Half of Russians believe that the United States and other NATO members are behind the escalation, according to a survey by the Levada Center, Russia’s last remaining independent pollster, released in mid-December.
Sixteen percent believe that Ukraine initiated the escalation, and only 4 percent think Moscow is behind it, the poll said.
Meanwhile, Ukraine is preparing for possible bomb attacks.
The defence ministry and civilian administrations spruce up bomb shelters throughout Ukraine – mostly Soviet-era bunkers built during the Cold War.

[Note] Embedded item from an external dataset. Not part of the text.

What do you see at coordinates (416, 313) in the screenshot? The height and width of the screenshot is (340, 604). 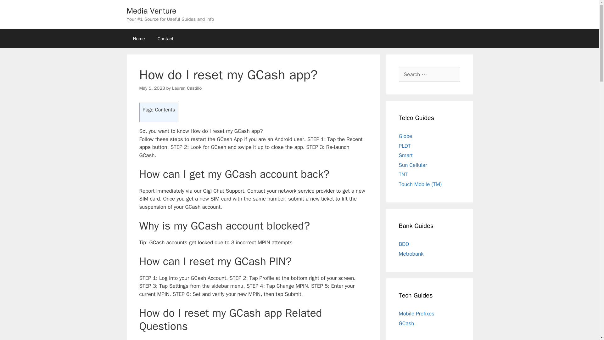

Kyiv alone has some 500 of them, plus thousands more temporary shelters in the basements of apartment buildings, schools, libraries and subway stations, territorial defence official Yevgen Gerasimov told Al Jazeera.
Many were converted to restaurants, gyms, offices or stores, and now need better access for panicking crowds.
Despite an overwhelming sense of fear, some officials still also have a sense of humour.
“You can order pizza here, there’s McDonald’s delivery,” safety expert Oleksandr Pilkevich told Al Jazeera, standing inside a bunker underneath a library in northern Kyiv, behind huge steel doors, next to an air filtration system and freshly-painted water tanks.